Now when these Imams, Hassan and Hussein were fighting against Eazied, all the sources of water were closed and they suffered terribly from thirst. For this reason drink at this time, sherbet, a mixture of milk, sugar and water, or water alone, is obtainable everywhere. All along the streets at short intervals, on wooden stands the size and shape of an Elizabethan bedstead with grandly-decorated canopy, are rows of large red jars from which, in most cases, an attendant ladles the contents to smaller vessels for whoever will to drink.
Men of any means pride themselves not only on the lavish decoration of their "Tasia," but in furnishing one of these stands for free refreshment and keeping it supplied during the festival days. Here and there also I saw a man sitting in a chair, with two large pipes in front of him at which all comers were free to smoke. He kept tending the coal-bowls of the pipes.
For days the air was full of the noise of drums and cymbals, and I would see camels laden with families of children as well as crowded carts coming into the city from outlying places.

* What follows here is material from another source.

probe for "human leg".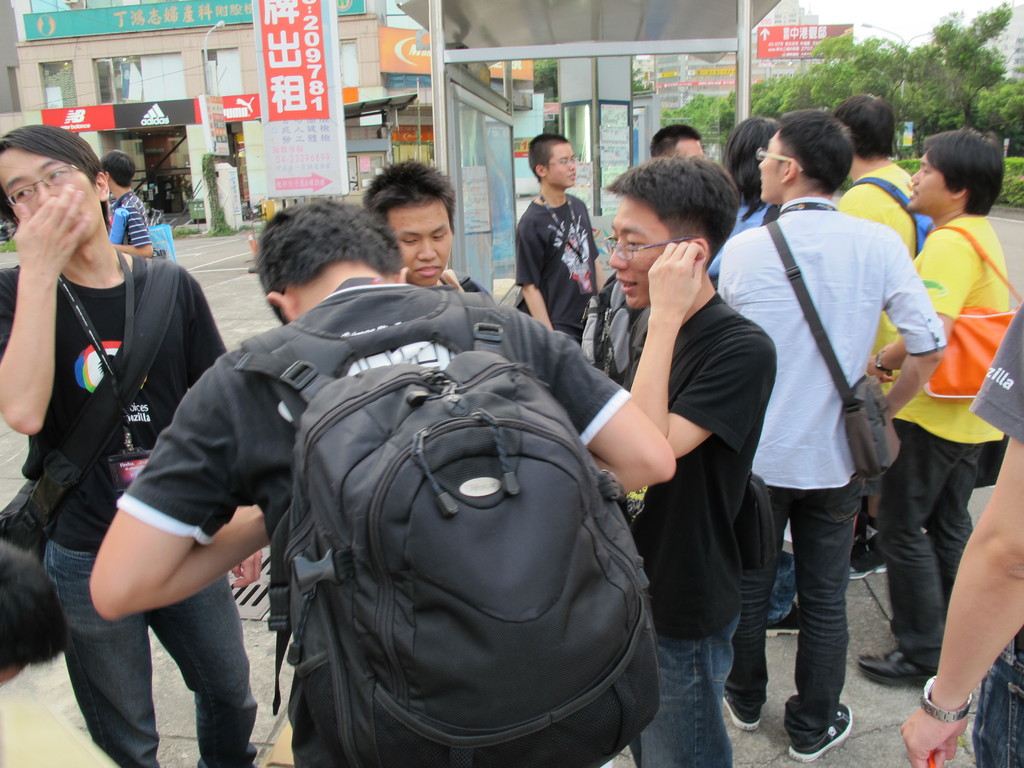
Probe result: detection(157, 586, 259, 766).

On the ninth day the crowds in the streets were very dense, but among them were kept numbers of little circular spaces in which were performed fantasias of various kinds. In one, men would be seen fencing with wooden staves and in another, to the accompaniment of drums and cymbals, a man would dance, wildly brandishing with quick thrusts and whirling, back and forth, up and down, a long quivering sword with stiff gauntlet hilt well above the wrist. Sometimes he would be quite an old greybeard. Round and round he would lead and dance, the flashing steel never, by some miracle, touching the ring of onlookers though passing within an inch of their faces. Serjeant Troy's performance in the wood with Bathsheba would have looked tame to this. Until utterly exhausted the man kept up leap and dart and bound and brandish and then as at last he sank, another out of the eager waiting crowd took up the relinquished sword and the dance continued. Sometimes the people round gave a great yell of encouragement and waved their arms. The poor vultures, much disturbed by the unwonted crowd and the great noise, flew overhead while kites, seemingly less flurried, sat upon the trees.
The most grotesque circle I saw held a fantasia of six big drums. These were really heavy and very cumbrous. The drummers danced wildly together, crossing and changing places and beating all the while, keeping on till exhaustion claimed them and then slipping out of the drum straps for others to take their places.
In costume, it is proper to wear green for Moharam and about a third of the crowd do actually have green turbans.
Comes along a grotesque tiger carried on a man's head on a wooden framework. Comes a "Saddah," a curious box-like erection shaped like a Punch-and-Judy show with the front of it all bunches of green muslin.
The streets were dense with people, but upon the roofs also men and women crowded; and towards sunset in their green, crimson, purple, amber or scarlet robes they looked in the distance like uncut jewels yielding for some mystic occasion the full intensity of their colour without shine or flash.